(The following story by David Patch appeared on the Toledo Blade website on August 5, 2009.)
TOLEDO, Ohio — Last week’s action by the Ohio Controlling Board to release a $2.7 million state loan for expansion of Norfolk Southern’s intermodal terminal in South Toledo completes the funding for the $12.8 million project, officials said yesterday.
And although an analysis projected that expanding the Toledo Intermodal Terminal’s track capacity could generate nearly 900 permanent jobs over seven years, local leaders expect to have a much lower jobs target to shoot for in order for the Ohio Department of Development to forgive repayment of the loan.
The analysis was prepared by a local task force that studied options for developing Toledo’s potential as an intermodal transportation and logistics center.
“We don’t have the actual agreement with the state yet,” Dave Amstutz, the city’s economic development director, said at a news conference called by Mayor Carty Finkbeiner yesterday.
But the permanent employment the city will have to document to the state will involve only jobs at the rail terminal itself, he said, and that is “probably going to be in the single digits.”
Increased employment at the terminal, where containerized freight would be transferred between railroad cars and trucks, will occur only if cargo activity there grows, and such growth would be accompanied by growth in sectors like warehousing and trucking, Mr.
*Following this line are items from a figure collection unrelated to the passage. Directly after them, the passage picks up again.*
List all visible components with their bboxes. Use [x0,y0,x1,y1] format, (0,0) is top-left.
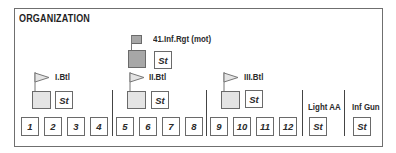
company-box-9: 9 [210,117,228,136]
battalion-1-hq-symbol [32,91,51,109]
battalion-3-label: III.Btl [244,72,263,82]
divider-3 [302,90,303,136]
battalion-1-staff-box: St [55,91,73,109]
inf-gun-staff-box: St [353,117,371,136]
company-box-12: 12 [279,117,297,136]
regiment-staff-box: St [154,51,172,69]
inf-gun-label: Inf Gun [352,102,380,112]
company-box-8: 8 [185,117,203,136]
battalion-3-flag-icon [223,72,241,92]
diagram-title: ORGANIZATION [19,13,90,24]
company-box-3: 3 [67,117,85,136]
light-aa-label: Light AA [308,102,341,112]
company-box-5: 5 [116,117,134,136]
regiment-label: 41.Inf.Rgt (mot) [153,34,211,44]
battalion-1-label: I.Btl [55,72,70,82]
battalion-2-staff-box: St [151,91,169,109]
regiment-flag-icon [131,35,142,44]
company-box-4: 4 [90,117,108,136]
company-box-1: 1 [21,117,39,136]
divider-2 [206,90,207,136]
battalion-3-hq-symbol [221,91,240,109]
company-box-7: 7 [162,117,180,136]
company-box-6: 6 [139,117,157,136]
divider-4 [344,90,345,136]
regiment-hq-symbol [128,50,146,68]
battalion-1-flag-icon [34,72,52,92]
battalion-3-staff-box: St [245,90,263,108]
light-aa-staff-box: St [309,117,327,136]
battalion-2-flag-icon [129,72,147,92]
company-box-2: 2 [44,117,62,136]
battalion-2-hq-symbol [127,91,146,109]
company-box-10: 10 [233,117,251,136]
company-box-11: 11 [256,117,274,136]
divider-1 [112,90,113,136]
regiment-flag-pole [131,35,132,51]
battalion-2-label: II.Btl [149,72,166,82]
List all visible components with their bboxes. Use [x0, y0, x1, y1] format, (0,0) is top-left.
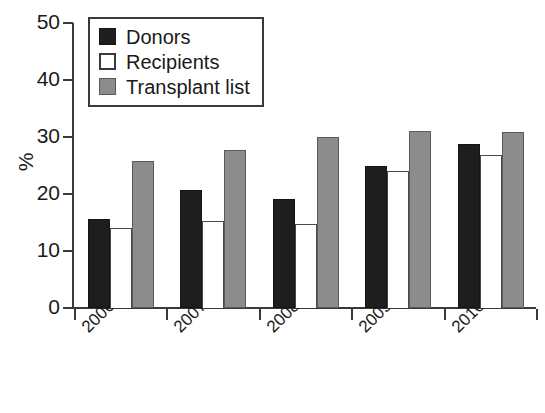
bar-recipients: [387, 171, 409, 308]
legend-swatch-recipients: [99, 53, 116, 70]
y-tick-label-text: 0: [20, 296, 60, 317]
y-tick-label-text: 50: [20, 11, 60, 32]
x-tick-mark: [259, 309, 261, 320]
y-tick-mark: [63, 136, 73, 138]
bar-donors: [88, 219, 110, 308]
y-tick-label: 10: [16, 239, 60, 260]
bar-group: [444, 23, 536, 308]
y-tick-label: 50: [16, 11, 60, 32]
bar-donors: [273, 199, 295, 308]
legend-label: Donors: [126, 27, 190, 47]
y-tick-label: 30: [16, 125, 60, 146]
legend-label: Recipients: [126, 52, 219, 72]
y-tick-mark: [63, 22, 73, 24]
legend-swatch-donors: [99, 28, 116, 45]
bar-recipients: [110, 228, 132, 308]
bar-donors: [365, 166, 387, 309]
y-tick-mark: [63, 307, 73, 309]
x-tick-mark: [536, 309, 538, 320]
y-tick-label: 20: [16, 182, 60, 203]
y-tick-mark: [63, 250, 73, 252]
bar-group: [259, 23, 351, 308]
legend-item: Transplant list: [99, 74, 250, 99]
x-tick-mark: [351, 309, 353, 320]
bar-group: [351, 23, 443, 308]
y-tick-label-text: 40: [20, 68, 60, 89]
x-tick-mark: [166, 309, 168, 320]
y-tick-label-text: 30: [20, 125, 60, 146]
x-tick-mark: [444, 309, 446, 320]
bar-chart-figure: % 01020304050 2006-20072007-20082008-200…: [0, 0, 545, 413]
y-tick-label: 40: [16, 68, 60, 89]
legend-item: Recipients: [99, 49, 250, 74]
y-tick-mark: [63, 79, 73, 81]
chart-legend: DonorsRecipientsTransplant list: [88, 17, 264, 107]
y-tick-label-text: 10: [20, 239, 60, 260]
legend-swatch-transplant: [99, 78, 116, 95]
bar-transplant: [224, 150, 246, 308]
y-tick-mark: [63, 193, 73, 195]
legend-label: Transplant list: [126, 77, 250, 97]
bar-transplant: [317, 137, 339, 308]
bar-recipients: [295, 224, 317, 308]
bar-recipients: [480, 155, 502, 308]
y-tick-label: 0: [16, 296, 60, 317]
bar-transplant: [409, 131, 431, 308]
bar-recipients: [202, 221, 224, 308]
bar-transplant: [502, 132, 524, 308]
x-tick-mark: [74, 309, 76, 320]
bar-transplant: [132, 161, 154, 308]
legend-item: Donors: [99, 24, 250, 49]
bar-donors: [458, 144, 480, 308]
bar-donors: [180, 190, 202, 308]
y-tick-label-text: 20: [20, 182, 60, 203]
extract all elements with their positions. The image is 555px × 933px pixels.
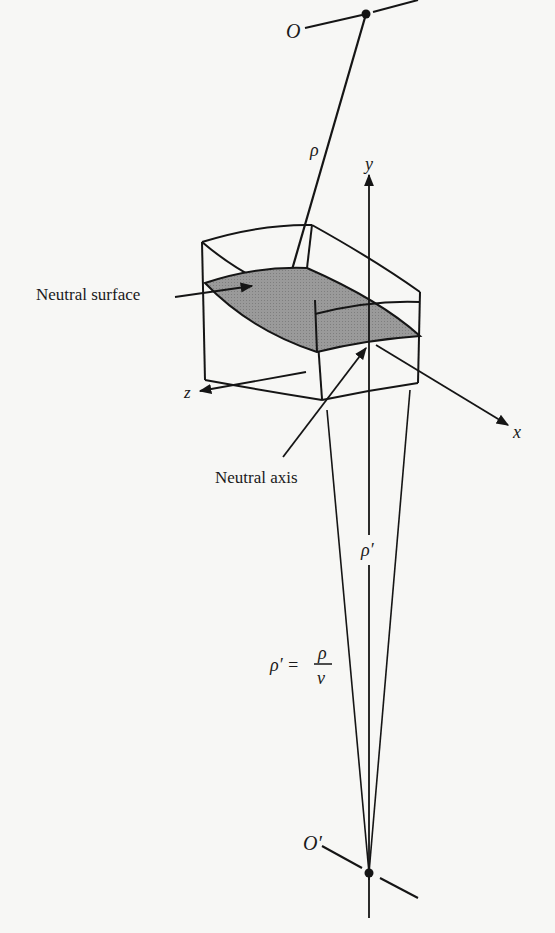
- equation-numerator: ρ: [317, 643, 327, 663]
- label-rho: ρ: [309, 140, 319, 160]
- center-of-curvature-top: O: [286, 0, 418, 42]
- label-neutral-axis: Neutral axis: [215, 468, 298, 487]
- neutral-surface: [205, 268, 420, 352]
- label-O: O: [286, 20, 300, 42]
- x-axis: x: [376, 345, 521, 442]
- y-axis: y: [363, 154, 373, 880]
- rho-radius: ρ: [287, 14, 366, 287]
- label-z: z: [183, 383, 191, 402]
- label-O-prime: O′: [303, 832, 322, 854]
- equation-rho-prime: ρ′ = ρ ν: [269, 643, 332, 688]
- label-rho-prime: ρ′: [360, 540, 375, 560]
- label-y: y: [363, 154, 373, 174]
- neutral-surface-diagram: O ρ y x z: [0, 0, 555, 933]
- neutral-axis-callout: Neutral axis: [215, 348, 366, 487]
- label-x: x: [512, 422, 521, 442]
- label-neutral-surface: Neutral surface: [36, 285, 140, 304]
- center-of-curvature-bottom: O′: [303, 832, 418, 918]
- equation-denominator: ν: [317, 668, 325, 688]
- equation-lhs: ρ′ =: [269, 655, 299, 675]
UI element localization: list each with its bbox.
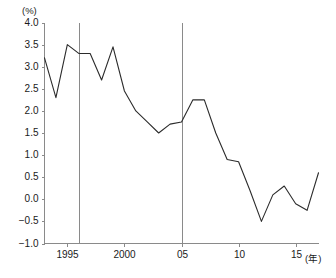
y-tick-label: 2.5 [25, 83, 39, 94]
chart-container: 4.03.53.02.52.01.51.00.50.0−0.5−1.0 1995… [0, 0, 336, 278]
x-axis-unit-label: (年) [305, 253, 321, 264]
y-tick-label: 2.0 [25, 105, 39, 116]
data-series-line [45, 45, 319, 222]
reference-lines-group [80, 23, 183, 244]
y-tick-label: 3.5 [25, 39, 39, 50]
line-chart: 4.03.53.02.52.01.51.00.50.0−0.5−1.0 1995… [0, 0, 336, 278]
y-tick-label: 1.5 [25, 127, 39, 138]
y-axis-unit-label: (%) [22, 5, 37, 16]
x-axis-tick-labels: 19952000051015 [56, 244, 302, 260]
x-tick-label: 05 [177, 249, 189, 260]
axes-group [45, 23, 319, 244]
y-axis-tick-labels: 4.03.53.02.52.01.51.00.50.0−0.5−1.0 [19, 17, 45, 249]
x-tick-label: 10 [234, 249, 246, 260]
y-tick-label: −1.0 [19, 238, 39, 249]
y-tick-label: 4.0 [25, 17, 39, 28]
x-tick-label: 2000 [113, 249, 136, 260]
x-tick-label: 15 [291, 249, 303, 260]
x-tick-label: 1995 [56, 249, 79, 260]
y-tick-label: 0.0 [25, 193, 39, 204]
y-tick-label: −0.5 [19, 215, 39, 226]
y-tick-label: 0.5 [25, 171, 39, 182]
y-tick-label: 1.0 [25, 149, 39, 160]
y-tick-label: 3.0 [25, 61, 39, 72]
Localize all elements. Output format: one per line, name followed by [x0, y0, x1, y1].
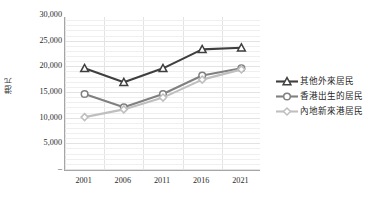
y-axis-tick-label: 25,000	[18, 37, 62, 45]
y-axis-tick-label: 30,000	[18, 11, 62, 19]
y-axis-tick-label: 10,000	[18, 114, 62, 122]
x-axis-tick-labels: 20012006201120162021	[64, 176, 260, 192]
legend-item-label: 內地新來港居民	[300, 106, 363, 117]
y-axis-tick-labels: –5,00010,00015,00020,00025,00030,000	[18, 15, 62, 171]
y-axis-tick-label: 5,000	[18, 139, 62, 147]
legend-item-label: 香港出生的居民	[300, 91, 363, 102]
x-axis-tick-label: 2011	[142, 176, 182, 185]
y-axis-title: 港元	[4, 78, 18, 94]
series-diamond	[81, 66, 245, 121]
chart-legend: 其他外來居民香港出生的居民內地新來港居民	[276, 74, 386, 119]
x-axis-tick-label: 2006	[103, 176, 143, 185]
x-axis-tick-label: 2016	[181, 176, 221, 185]
y-axis-tick-label: –	[18, 165, 62, 173]
line-chart: 港元 –5,00010,00015,00020,00025,00030,000 …	[0, 0, 388, 207]
y-axis-tick-label: 15,000	[18, 88, 62, 96]
x-axis-tick-label: 2001	[64, 176, 104, 185]
y-axis-tick-label: 20,000	[18, 62, 62, 70]
plot-area	[64, 17, 260, 171]
legend-item[interactable]: 香港出生的居民	[276, 89, 386, 104]
legend-item[interactable]: 內地新來港居民	[276, 104, 386, 119]
plot-series-svg	[65, 17, 261, 171]
legend-marker-triangle-icon	[276, 76, 298, 87]
legend-marker-circle-icon	[276, 91, 298, 102]
series-triangle	[81, 44, 246, 85]
legend-item[interactable]: 其他外來居民	[276, 74, 386, 89]
legend-item-label: 其他外來居民	[300, 76, 354, 87]
x-axis-tick-label: 2021	[220, 176, 260, 185]
legend-marker-diamond-icon	[276, 106, 298, 117]
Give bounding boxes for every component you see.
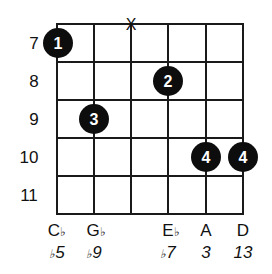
interval-label: 13 [234,243,253,262]
finger-number: 4 [239,149,248,166]
note-names: C♭ G♭ E♭ A D [48,221,249,240]
finger-dot: 1 [43,28,73,58]
finger-number: 2 [164,73,173,90]
finger-dot: 4 [228,142,258,172]
finger-number: 4 [202,149,211,166]
note-name: D [237,221,249,240]
finger-number: 1 [54,35,63,52]
fret-number: 10 [20,148,39,167]
note-name: G♭ [86,221,105,240]
interval-label: 3 [201,243,211,262]
fret-number: 7 [29,34,38,53]
finger-dot: 4 [191,142,221,172]
fret-numbers: 7 8 9 10 11 [20,34,39,205]
finger-dot: 2 [153,66,183,96]
note-name: E♭ [162,221,179,240]
fret-number: 11 [20,186,38,205]
interval-label: ♭7 [160,243,176,262]
interval-label: ♭5 [49,243,65,262]
fret-number: 9 [29,110,38,129]
note-name: C♭ [48,221,66,240]
finger-number: 3 [90,111,99,128]
interval-labels: ♭5 ♭9 ♭7 3 13 [49,243,253,262]
chord-diagram: X 7 8 9 10 11 1 2 3 4 4 C♭ G♭ E♭ A D ♭5 … [0,0,272,274]
muted-string-x-icon: X [126,16,137,33]
note-name: A [200,221,212,240]
finger-dot: 3 [79,104,109,134]
fret-number: 8 [29,72,38,91]
interval-label: ♭9 [86,243,102,262]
Amstutz said.
Jim Tuschman, chairman of the Joint Intermodal Task Force that recommended focusing on the South Toledo site, also known as Air Line Junction, said project planners’ goal is for construction to start by next summer, once the railroad has completed construction plans.
The project includes lengthening tracks, installing new switches and signals, and other improvements to allow the existing Norfolk Southern terminal to handle longer trains there. The current loading and unloading tracks are just 2,500 feet long, with plans to extend them to 5,000 feet.
By expanding the terminal’s capacity, project planners hope to capture container cargo business that now passes through Toledo to go to Detroit or is trucked in from Chicago rail terminals.
Task-force interviews with local business leaders indicated that “if containers were available in our region, they would use containers,” Mr. Tuschman said.
Rich Martinko, director of the University of Toledo’s Intermodal Transportation Institute, said the retail, agribusiness, metals, food, and forest-products industries are particularly bullish on freight containerization.
He also repeated that the university strongly supports the terminal expansion, even though it will require closing a railroad crossing on Westwood Avenue. The crossing has been discussed at times as a possible link between the university’s three main campuses if it were extended south across Swan Creek to connect with Arlington Avenue.
Besides the $2.7 million in state funds, the project’s budget includes a $6.5 million federal grant and $3.8 million in improvements paid for by the railroad. Some of those improvements have already been made.